Mythbusters: CDs Optical Properties Affect The Sound?
I came across the following claim in an aging post about very expensive “$2000 glass CDs”. The author, a well-known audiophile writer, insists that the optical properties of a compact disc can affect the sound of the resulting playback. “I’ve long been fascinated by the idea that a CD’s optical properties can affect the sound in an analog-like manner even though the datastream remains unchanged,” he wrote. Regular readers will know that I’m of the camp that says that the same digital bits output from a glass disc or a conventional CD will result in exactly the same audio fidelity…provided the clocks are completely reconstructed as they are on high-end equipment and the rest of the signal chain is the same. This viewpoint is the basis of digital audio and everything else stored as digital information. Unlike vinyl LPs or analog tapes, the medium has no impact on the delivery of the message.
Is it possible that audible changes can result by using glass instead of polycarbonate? Can comparisons such as the following really be true? “I hate to rely on that old cliché in describing improved digital sound, but the glass CD sounded more ‘analog-like.’ The glass CD was smoother, more spacious, more open, deeper, and had greater ease. By comparison, the polycarbonate CD was flatter and had less air between images; instrumental textures were less natural, sounding slightly synthetic by comparison. The polycarbonate CD by contrast overlaid timbres with a patina of glare.” Who writes like this except audiophile reviewers?
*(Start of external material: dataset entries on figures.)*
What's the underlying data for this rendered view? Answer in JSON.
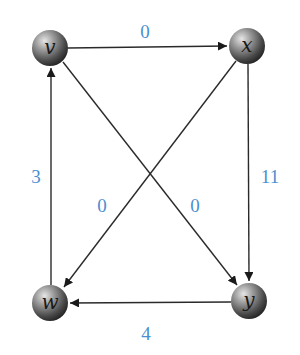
{
  "graph": {
    "type": "directed-weighted-graph",
    "nodes": [
      {
        "id": "v",
        "label": "v",
        "x": 50,
        "y": 48
      },
      {
        "id": "x",
        "label": "x",
        "x": 247,
        "y": 46
      },
      {
        "id": "w",
        "label": "w",
        "x": 50,
        "y": 303
      },
      {
        "id": "y",
        "label": "y",
        "x": 249,
        "y": 301
      }
    ],
    "edges": [
      {
        "from": "v",
        "to": "x",
        "weight": "0"
      },
      {
        "from": "x",
        "to": "y",
        "weight": "11"
      },
      {
        "from": "y",
        "to": "w",
        "weight": "4"
      },
      {
        "from": "w",
        "to": "v",
        "weight": "3"
      },
      {
        "from": "x",
        "to": "w",
        "weight": "0"
      },
      {
        "from": "v",
        "to": "y",
        "weight": "0"
      }
    ]
  },
  "colors": {
    "edge": "#222222",
    "weight_label": "#4a8fd0",
    "node_light": "#d8d8d8",
    "node_dark": "#2a2a2a"
  }
}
This whole debate requires a firm understanding of how a CD or any optical disc works for the matter. I think most of us have a basic understanding of how a compact disc is made but I think it’s worth explaining the process once again. The digital information from a digital master tape (Sony 1630) or digital audio file (DDP) is used by an LBR (laser beam recorder) at the mastering room of the replication facility to create a glass master. The LBR burns away very small pits in the surface of a pristine glass disc, which is then used as the master in a sequence of steps that results in a stamper. A metal stamper is good for about 15,000 disc pressings. However, contrary to the author’s claim that, “Digital data are stored on the CD in ‘pits’ (indentations in the disc) and ‘lands’ (the flat disc surface),” a series of manufacturing steps actually results in exactly the opposite physical arrangement on the surface of the discs that we play. They are bumps NOT “pits”.
A stamper is used in the pressing lines to replicate discs. Polycarbonate pellets are heated and fed into the pressing machine where the stamper is slammed up against the material. The hot plastic forms a disc with millions of tiny “pits” in it. At this point, the new disc is completely clear. The disc is “sputtered” with aluminum to make it reflective and then a thin layer of additional clear polycarbonate is layered on top by dropping a small bead of liquid plastic and spinning the disc rapidly. The disc is then turned over and the disc artwork is silkscreened onto the surface. The disc when read by the optical pickup in your player shoots the laser through the clear layer and hits the “bumps” or the “lands” between the bumps and is interpreted as the two states required for digital information. There is a complex process of conversion to the actual digital stream but it not affected by the surface of the discs.
To be continued…
You wrote, “provided the clocks are completely reconstructed…” Various jitter reduction schemes have been in use for decades, but having the timing of the data at the DAC completely independent of the transport is only recently becoming common, and, sadly, is still not universal – as I pointed out in a previous post. Did the reviewer specify on what equipment he heard this difference?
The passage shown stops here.